There still remains the perception of a fundamental opposition between consensus and individualism. This is addressed in the lyrics of "Bell the Cat", a performance put out on DVD by the Japanese rock band LM.C
LM.C
LM.C is a Japanese visual kei rock duo playing a mix of electronic rock and pop, which they call "new century electrock".-History:LM.C was founded by Maya, a guitarist for musician Miyavi his support band Ishihara Gundan and a guitarist in his own band The Sinners...

 in 2007. This is the monologue of a house cat that wants to walk alone since "Society is by nature evil". It therefore refuses to conform and is impatient of restriction: “your hands hold on to everything – bell the cat”. While the lyric is sung in Japanese, the final phrase is in English. This is indicative of how influential animal fables of Western origin have become in Oriental societies that still appreciate such story-telling, recognising their ancient purpose of questioning and disrupting traditional social norms.

Illustrations

Several French artists depicted the fable during the 19th century, generally choosing one of two approaches. Gustave Doré
Gustave Doré
Paul Gustave Doré was a French artist, engraver, illustrator and sculptor. Doré worked primarily with wood engraving and steel engraving.-Biography:...

 and the genre painter Aurélie Léontine Malbet (fl.1868-1906) pictured the rats realistically acting out their debate. The illustrator Grandville
Grandville
Grandville may refer to:* The pseudonym of Jean Ignace Isidore Gérard , French caricaturist* Grandville, Aube, a commune in France* Grandville, Michigan, a city in the United States...

, along with the contemporaries Philibert Léon Couturier (1823-1901) and Auguste Delierre (1829-1890), caricature the backward practice and pomposity of provincial legislatures, making much the same point as did the Mediaeval authors who first recorded the tale. At the end of the century a publishing curiosity reverts to the first approach. This was in the woodblock print by Kawanabe Kiyosui that appeared in the collection of La Fontaine's fables that was commissioned and printed in Tokyo
Tokyo
, ; officially , is one of the 47 prefectures of Japan. Tokyo is the capital of Japan, the center of the Greater Tokyo Area, and the largest metropolitan area of Japan. It is the seat of the Japanese government and the Imperial Palace, and the home of the Japanese Imperial Family...

 in 1894 and then exported to France. In the upper left-hand corner a cat is seen through a warehouse window as it approaches across the roofs while inside the rats swarm up the straw-wrapped bales of goods. At its summit the chief rat holds the bell aloft.
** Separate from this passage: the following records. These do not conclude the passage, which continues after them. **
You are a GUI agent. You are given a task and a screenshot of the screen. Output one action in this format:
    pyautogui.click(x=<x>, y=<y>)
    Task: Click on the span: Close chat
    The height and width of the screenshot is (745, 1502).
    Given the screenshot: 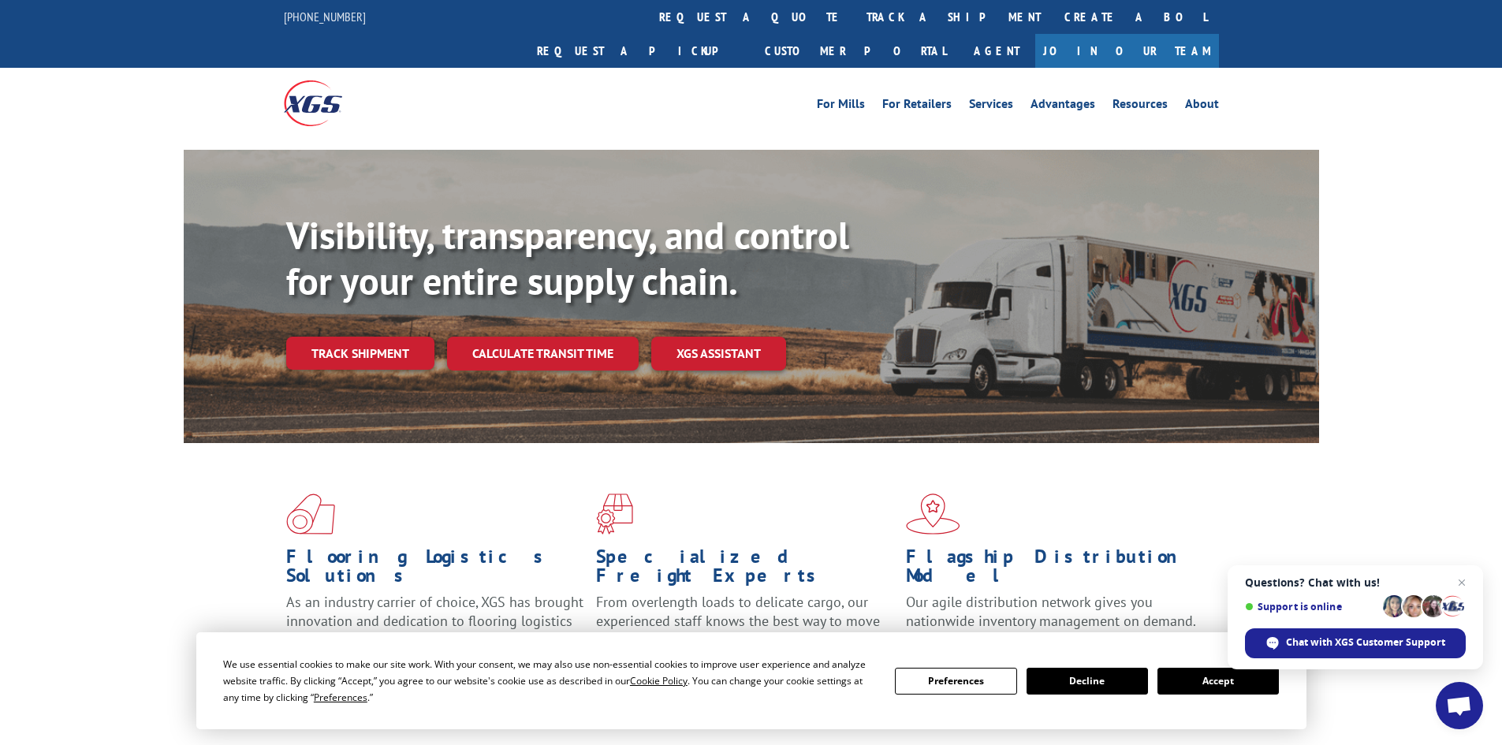 What is the action you would take?
    pyautogui.click(x=1462, y=583)
    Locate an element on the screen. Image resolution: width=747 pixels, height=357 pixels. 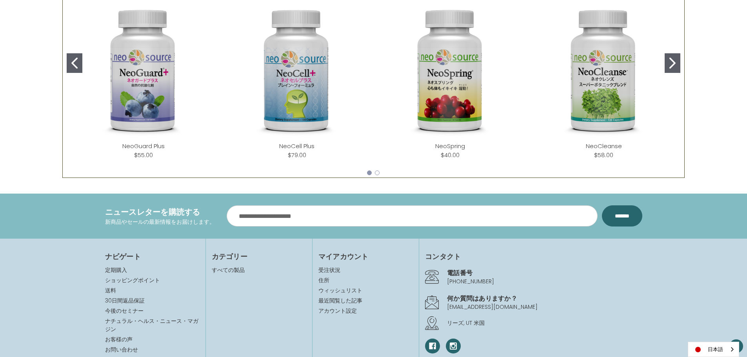
h4: コンタクト is located at coordinates (533, 256).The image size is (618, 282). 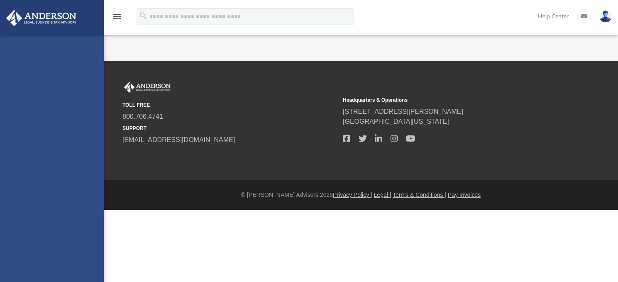 I want to click on small: TOLL FREE, so click(x=230, y=105).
An earlier and less exclusive Japanese woodblock formed part of Kawanabe Kyosai
Kawanabe Kyosai
was a Japanese artist, in the words of a critic, "an individualist and an independent, perhaps the last virtuoso in traditional Japanese painting"....

's Isoho Monogotari series (1870-80). This shows an assembly of mice in Japanese dress with the proposer in the foreground, brandishing the belled collar.

External links

  • 19th-20th century book illustrations online
The source of this article is wikipedia, the free encyclopedia.  The text of this article is licensed under the GFDL.